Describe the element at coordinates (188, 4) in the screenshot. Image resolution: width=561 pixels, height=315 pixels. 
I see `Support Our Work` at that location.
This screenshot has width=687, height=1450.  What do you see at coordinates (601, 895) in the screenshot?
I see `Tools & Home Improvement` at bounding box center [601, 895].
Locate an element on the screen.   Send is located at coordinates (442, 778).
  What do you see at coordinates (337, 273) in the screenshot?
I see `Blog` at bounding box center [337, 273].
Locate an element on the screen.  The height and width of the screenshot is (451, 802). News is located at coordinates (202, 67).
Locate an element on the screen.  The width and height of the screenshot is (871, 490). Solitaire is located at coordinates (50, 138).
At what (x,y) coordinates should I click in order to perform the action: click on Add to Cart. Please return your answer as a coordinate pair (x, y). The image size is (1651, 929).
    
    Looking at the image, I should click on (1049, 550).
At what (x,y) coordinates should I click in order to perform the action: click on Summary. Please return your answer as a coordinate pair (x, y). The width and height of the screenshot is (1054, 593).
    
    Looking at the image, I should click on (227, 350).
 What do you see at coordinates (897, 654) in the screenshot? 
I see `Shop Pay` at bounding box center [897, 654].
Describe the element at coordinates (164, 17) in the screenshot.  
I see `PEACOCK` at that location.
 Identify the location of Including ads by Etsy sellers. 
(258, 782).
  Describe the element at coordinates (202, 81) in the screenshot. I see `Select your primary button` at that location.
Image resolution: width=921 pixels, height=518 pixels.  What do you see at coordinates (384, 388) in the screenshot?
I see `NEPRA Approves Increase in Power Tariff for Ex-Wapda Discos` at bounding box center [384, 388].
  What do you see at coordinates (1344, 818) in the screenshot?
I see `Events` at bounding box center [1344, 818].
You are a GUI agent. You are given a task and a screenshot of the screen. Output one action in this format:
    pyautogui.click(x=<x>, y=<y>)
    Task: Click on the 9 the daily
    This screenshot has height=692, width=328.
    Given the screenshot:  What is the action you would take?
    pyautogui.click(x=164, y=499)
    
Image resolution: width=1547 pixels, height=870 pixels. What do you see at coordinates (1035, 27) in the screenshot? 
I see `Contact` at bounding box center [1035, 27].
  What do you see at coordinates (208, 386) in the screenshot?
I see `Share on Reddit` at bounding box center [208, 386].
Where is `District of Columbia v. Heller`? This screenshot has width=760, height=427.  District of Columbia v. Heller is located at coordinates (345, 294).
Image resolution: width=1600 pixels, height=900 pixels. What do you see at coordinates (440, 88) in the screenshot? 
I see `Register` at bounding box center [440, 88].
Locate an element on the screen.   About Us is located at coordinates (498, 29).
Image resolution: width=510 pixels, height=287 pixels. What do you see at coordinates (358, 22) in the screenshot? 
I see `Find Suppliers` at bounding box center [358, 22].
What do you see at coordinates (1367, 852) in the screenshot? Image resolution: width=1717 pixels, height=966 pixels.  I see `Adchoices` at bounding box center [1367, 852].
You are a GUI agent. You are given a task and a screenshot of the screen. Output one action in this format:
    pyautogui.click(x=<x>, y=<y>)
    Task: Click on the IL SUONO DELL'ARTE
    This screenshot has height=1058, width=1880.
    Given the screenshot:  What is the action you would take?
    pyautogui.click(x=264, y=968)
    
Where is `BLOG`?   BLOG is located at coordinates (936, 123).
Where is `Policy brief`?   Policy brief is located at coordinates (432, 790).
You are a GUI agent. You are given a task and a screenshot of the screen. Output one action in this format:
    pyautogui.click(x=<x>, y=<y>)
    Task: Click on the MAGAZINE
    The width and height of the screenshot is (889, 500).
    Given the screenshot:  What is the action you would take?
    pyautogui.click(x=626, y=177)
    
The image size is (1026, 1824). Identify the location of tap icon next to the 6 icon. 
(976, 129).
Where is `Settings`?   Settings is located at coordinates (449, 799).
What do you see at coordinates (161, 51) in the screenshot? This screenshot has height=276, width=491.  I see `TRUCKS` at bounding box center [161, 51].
______________________________
#### Activity
Reproduce the material above. Do not change a word.

#### Reply to the exercise
Describe the element at coordinates (188, 4) in the screenshot. Image resolution: width=561 pixels, height=315 pixels. 
I see `Support Our Work` at that location.
This screenshot has width=687, height=1450.  What do you see at coordinates (601, 895) in the screenshot?
I see `Tools & Home Improvement` at bounding box center [601, 895].
Locate an element on the screen.   Send is located at coordinates (442, 778).
  What do you see at coordinates (337, 273) in the screenshot?
I see `Blog` at bounding box center [337, 273].
Locate an element on the screen.  The height and width of the screenshot is (451, 802). News is located at coordinates (202, 67).
Locate an element on the screen.  The width and height of the screenshot is (871, 490). Solitaire is located at coordinates (50, 138).
At what (x,y) coordinates should I click in order to perform the action: click on Add to Cart. Please return your answer as a coordinate pair (x, y). The image size is (1651, 929).
    
    Looking at the image, I should click on (1049, 550).
At what (x,y) coordinates should I click in order to perform the action: click on Summary. Please return your answer as a coordinate pair (x, y). The width and height of the screenshot is (1054, 593).
    
    Looking at the image, I should click on (227, 350).
 What do you see at coordinates (897, 654) in the screenshot? 
I see `Shop Pay` at bounding box center [897, 654].
Describe the element at coordinates (164, 17) in the screenshot.  
I see `PEACOCK` at that location.
 Identify the location of Including ads by Etsy sellers. 
(258, 782).
  Describe the element at coordinates (202, 81) in the screenshot. I see `Select your primary button` at that location.
Image resolution: width=921 pixels, height=518 pixels.  What do you see at coordinates (384, 388) in the screenshot?
I see `NEPRA Approves Increase in Power Tariff for Ex-Wapda Discos` at bounding box center [384, 388].
  What do you see at coordinates (1344, 818) in the screenshot?
I see `Events` at bounding box center [1344, 818].
You are a GUI agent. You are given a task and a screenshot of the screen. Output one action in this format:
    pyautogui.click(x=<x>, y=<y>)
    Task: Click on the 9 the daily
    This screenshot has height=692, width=328.
    Given the screenshot:  What is the action you would take?
    pyautogui.click(x=164, y=499)
    
Image resolution: width=1547 pixels, height=870 pixels. What do you see at coordinates (1035, 27) in the screenshot? 
I see `Contact` at bounding box center [1035, 27].
  What do you see at coordinates (208, 386) in the screenshot?
I see `Share on Reddit` at bounding box center [208, 386].
Where is `District of Columbia v. Heller`? This screenshot has width=760, height=427.  District of Columbia v. Heller is located at coordinates (345, 294).
Image resolution: width=1600 pixels, height=900 pixels. What do you see at coordinates (440, 88) in the screenshot? 
I see `Register` at bounding box center [440, 88].
Locate an element on the screen.   About Us is located at coordinates (498, 29).
Image resolution: width=510 pixels, height=287 pixels. What do you see at coordinates (358, 22) in the screenshot? 
I see `Find Suppliers` at bounding box center [358, 22].
What do you see at coordinates (1367, 852) in the screenshot? Image resolution: width=1717 pixels, height=966 pixels.  I see `Adchoices` at bounding box center [1367, 852].
You are a GUI agent. You are given a task and a screenshot of the screen. Output one action in this format:
    pyautogui.click(x=<x>, y=<y>)
    Task: Click on the IL SUONO DELL'ARTE
    This screenshot has height=1058, width=1880.
    Given the screenshot:  What is the action you would take?
    pyautogui.click(x=264, y=968)
    
Where is `BLOG`?   BLOG is located at coordinates (936, 123).
Where is `Policy brief`?   Policy brief is located at coordinates (432, 790).
You are a GUI agent. You are given a task and a screenshot of the screen. Output one action in this format:
    pyautogui.click(x=<x>, y=<y>)
    Task: Click on the MAGAZINE
    The width and height of the screenshot is (889, 500).
    Given the screenshot:  What is the action you would take?
    pyautogui.click(x=626, y=177)
    
The image size is (1026, 1824). Identify the location of tap icon next to the 6 icon. 
(976, 129).
Where is `Settings`?   Settings is located at coordinates (449, 799).
What do you see at coordinates (161, 51) in the screenshot? This screenshot has height=276, width=491.  I see `TRUCKS` at bounding box center [161, 51].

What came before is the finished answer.